Since my job is awesome and provides me with the freedoms to explore options within my career, I quickly jumped at the chance to simply learn more. I’ve always been super curious and excited to learn, so when I was told that learning and personal development were encouraged, I was happy.
I poked around in parts of SEO that I wasn’t terribly familiar with, until I discovered the technical side. Fixing site errors and on-site optimization just clicked with me, and I was fully supported to test out all the cool new things I’d been learning. When I got the ranking results back that showed how well this stuff works, I was hooked.
(Tiny bit of background before I get into this, I work for a company that owns and operates nine e-commerce stores. The three-person team that I’m on has organic control of two of those stores.)

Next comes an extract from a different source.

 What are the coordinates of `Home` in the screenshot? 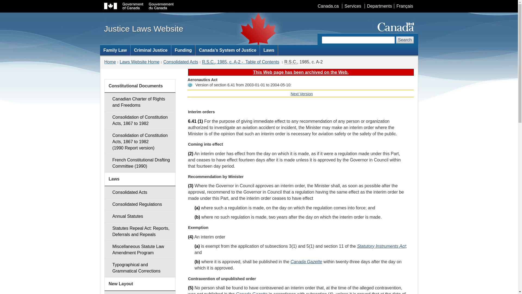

My first testing came about for AffordableScarves.com, our store that sells… affordable scarves. We use XCart for our shopping cart software, and once you get the hang of it, it’s actually super easy use. It’s also pretty SEO-friendly. We have a product team that inputs our new products, and while they’re quite awesome, they didn’t fill out any meta data for our products (eek!). But, this was good for me, because it gave me something to test.
I started testing by doing an overhaul of our fall scarves category. We take our own product photographs and write our own product descriptions, so we’re okay there. No products had set title tags or meta descriptions, but in the event of no title tags, XCart automatically uses the product name. Most of our product names have a keyword or two in them, but they’re just not optimal.
Prime example:
Pretty sure no one is going to be searching for the “Arlington Scarf,” which is a shame, because this is an awesome solid winter scarf for men.
So, that’s what I named it. I changed the title tag from “Arlington Scarf” to “Solid Winter Scarf for Men.” I wrote up a meta description, and sent the Arlington on it’s merry way as I tackled the rest of our fall scarves.
I created some keyword buckets based on the new title tags I’ve just made, mostly fall-related stuff like animal prints, pashiminas, shawls, etc. I sat back and waited to see how it would affect our rankings. (note- In the past, we’ve struggled a bit with our Affordable Scarves rankings. The keywords I’m testing are more specific, longer-tail keywords).
After just one week, we were seeing improvement in rankings:
After two weeks, we saw an even more significant increase in rankings.
For “knit loop scarves,” of which we have several, we saw some great ranking increases in just two weeks:
I ended up optimizing all seasons, and we’ve even got some good results coming in for our out-of-season buckets:
So yeah, on-site optimization works. It’s easy, fun (if you’re a nerd like me), and produces results… quickly.